Experts also advise against the use of composite sketches -- drawings assembled from different facial parts -- because tests have shown they often don't resemble the criminals.
A composite drawing led to the conviction of Kurt Bloodsworth, the first death-row inmate exonerated by DNA evidence.
The Baltimore crab fisherman, who had only a minor criminal record, was convicted in the 1984 rape and murder of a 9-year-old girl.
Real killer ignored
One of Bloodsworth's neighbors had identified him as resembling a composite picture made of the attacker. Police were so convinced they had the right man that they ignored another man who had shown up at a mental health clinic with scratches on his face on the day of the rape and told a therapist he was "in trouble with a little girl." That man turned out to be the real killer.
![]() AP file photo Ronald Cotton, right, is shown in this 1984 police photo. Cotton was convicted of the rape of Jennifer Thompson, but DNA testing eventually showed the real rapist was Bobby Poole, shown at left. |
"Your eyes will tell you a lie, and we've got to start telling the truth," he said.
Experts say there are other simple changes in identification procedures that police should make.
Those conducting photo identifications should tell witnesses that the criminal may or may not be in the group of photos they're about to see.
One study found this cautionary instruction resulted in 25 percent fewer cases of false identifications with no loss in correct identifications, according to Nancy Steblay, a psychology professor at Augsburg College.
And if the witness says one of the photos is the criminal, he should be asked how confident he is in that choice, and his answer should be recorded. Police should not give the witness any feedback until this confidence report has been taken.
The number and types of photos used in a lineup also are important.
The Justice Department recommends using at least six photos, and stresses the need to match the photos to descriptions made by witnesses and avoid any photos that stand out too much from the others.
Andy Taslitz, a Howard University law professor who has helped the American Bar Association craft recommendations on eyewitness procedures, said lineups should contain as many photos as possible.
"There is no magic right number, [but] bigger is better," he said.
David Angel, deputy district attorney of Santa Clara County, Calif., said his office instituted many of these eyewitness reforms in 2001. "Basically, it was not difficult to make the switchover," Angel said, and there was almost no additional cost.
And since defense attorneys recently have started to seize on faulty eyewitness identification procedures at trials, Lee Solomon, a deputy U.S. attorney in New Jersey, said using the guidelines would prevent acquittals of guilty people on technicalities.
When his state adopted the reforms, "I really believed it would help us win more cases."
But there's an even bigger reason to make sure eyewitness identifications snare the right people, said Amy Klobuchar, attorney for Minnesota's Hennepin County.

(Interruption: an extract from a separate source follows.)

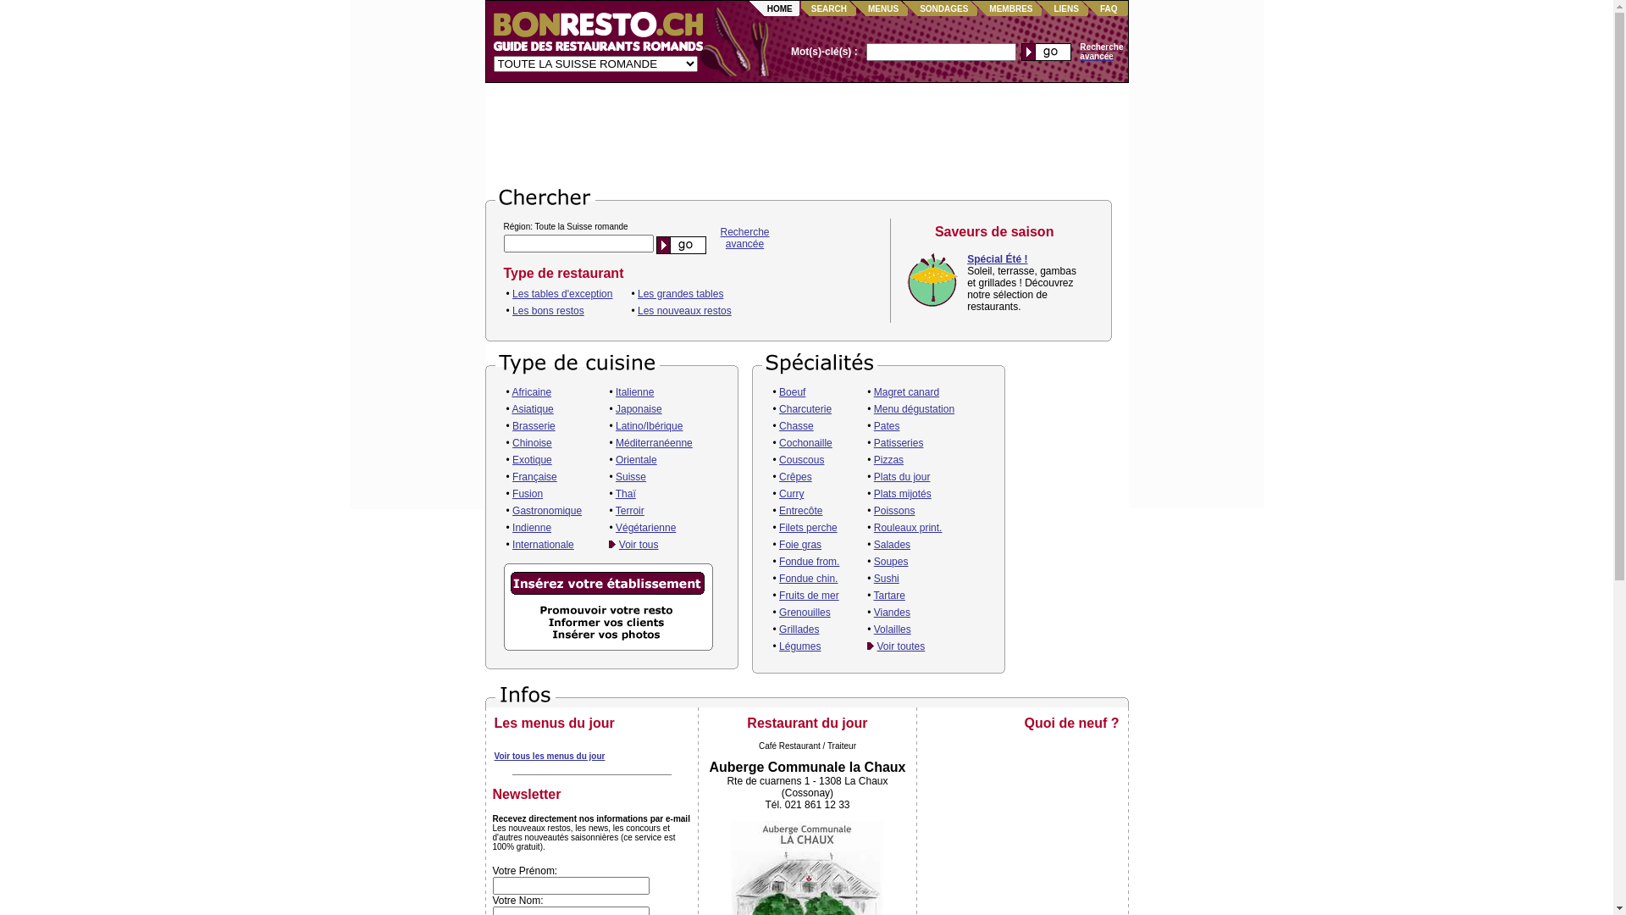 This screenshot has width=1626, height=915. Describe the element at coordinates (901, 645) in the screenshot. I see `Voir toutes` at that location.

If the wrong people are identified, she said, "not only are we going to be convicting the wrong people, we're going to have rapists and murderers out on our streets."

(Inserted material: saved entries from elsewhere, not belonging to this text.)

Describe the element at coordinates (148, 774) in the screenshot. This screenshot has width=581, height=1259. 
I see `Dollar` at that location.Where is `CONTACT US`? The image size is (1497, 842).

Thompson knows that very well. She identified Cotton in two trials before DNA evidence proved another man had raped her.
That man, Bobby Poole, was free for nine months after he raped her, until he was charged with other rapes and sent to prison for life, where he bragged about having attacked Thompson, too.
Although she now knows Cotton is innocent, Thompson said her experience showed how picking the wrong photo from a lineup can forever alter the victim's perception of the crime.
"I know Ronald's an innocent man, but I still see his face in my nightmares," she said.